Azerbaijan, Armenia hold renewed peace talks in Brussels
The EU-mediated peace talks are aimed at resolving Baku and Yerevan's conflict over the control of Karabakh, the centre of a decades-long territorial dispute.
Azerbaijan and Armenia have held a fresh round of EU-mediated peace talks, while Russia offered a summit in Moscow in an effort to reassert a lead role in the normalisation process.
Azerbaijani President Ilham Aliyev and Armenian Prime Minister Nikol Pashinyan met in Brussels on Saturday for talks aimed at resolving their decades-long conflict for the control of Karabakh, the foreign ministry in Baku said in a statement.
European Council President Charles Michel was mediating the discussions, which come amid renewed tensions after Azerbaijan temporarily closed the Lachin corridor, the sole land link between Karabakh and Armenia.
Baku and Yerevan have been seeking to negotiate a peace agreement with the help of the European Union and United States, whose diplomatic engagement in the Caucasus has irked traditional regional power broker Russia.
Moscow on Saturday offered to host the two countries' foreign ministers and suggested the future peace treaty could be signed in Moscow.
Russia is ready "to organise a trilateral meeting of the foreign ministers in Moscow in the near future," the country's foreign ministry said in a statement.
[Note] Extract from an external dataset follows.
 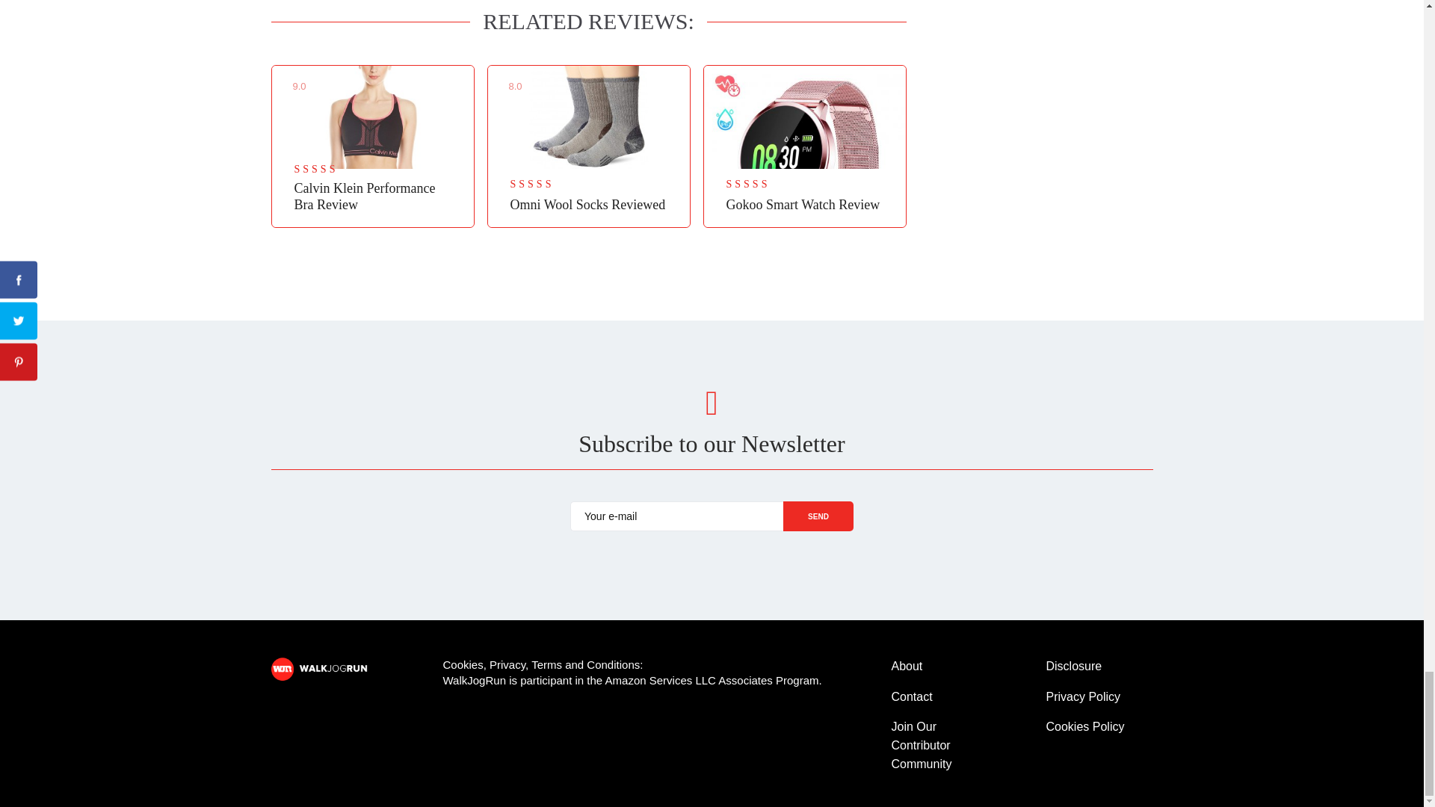 I want to click on Rated 4.5 out of 5, so click(x=328, y=170).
It offered to hold later a "Russian-Azerbaijani-Armenian summit in Moscow to sign the relevant (peace) treaty."
Adding to the recent standoff with Yerevan, Azerbaijan's defence ministry said Armenian separatist forces in Karabakh "use radio interference against GPS navigation systems of local and foreign airlines' passenger aircraft flying through our country's airspace."
The alleged interference impacted two Azerbaijan Airlines aircraft on Thursday, the ministry said, adding that "such incidents pose a serious threat to aviation safety".
Relations between the two former Soviet republics have been tense since 1991 when the Armenian military occupied Karabakh, which is internationally recognised as part of Azerbaijan, and seven adjacent regions.
Most of the territory was liberated by Baku during a war in the fall of 2020 which ended after a Russian-brokered peace agreement and opened the door to normalisation.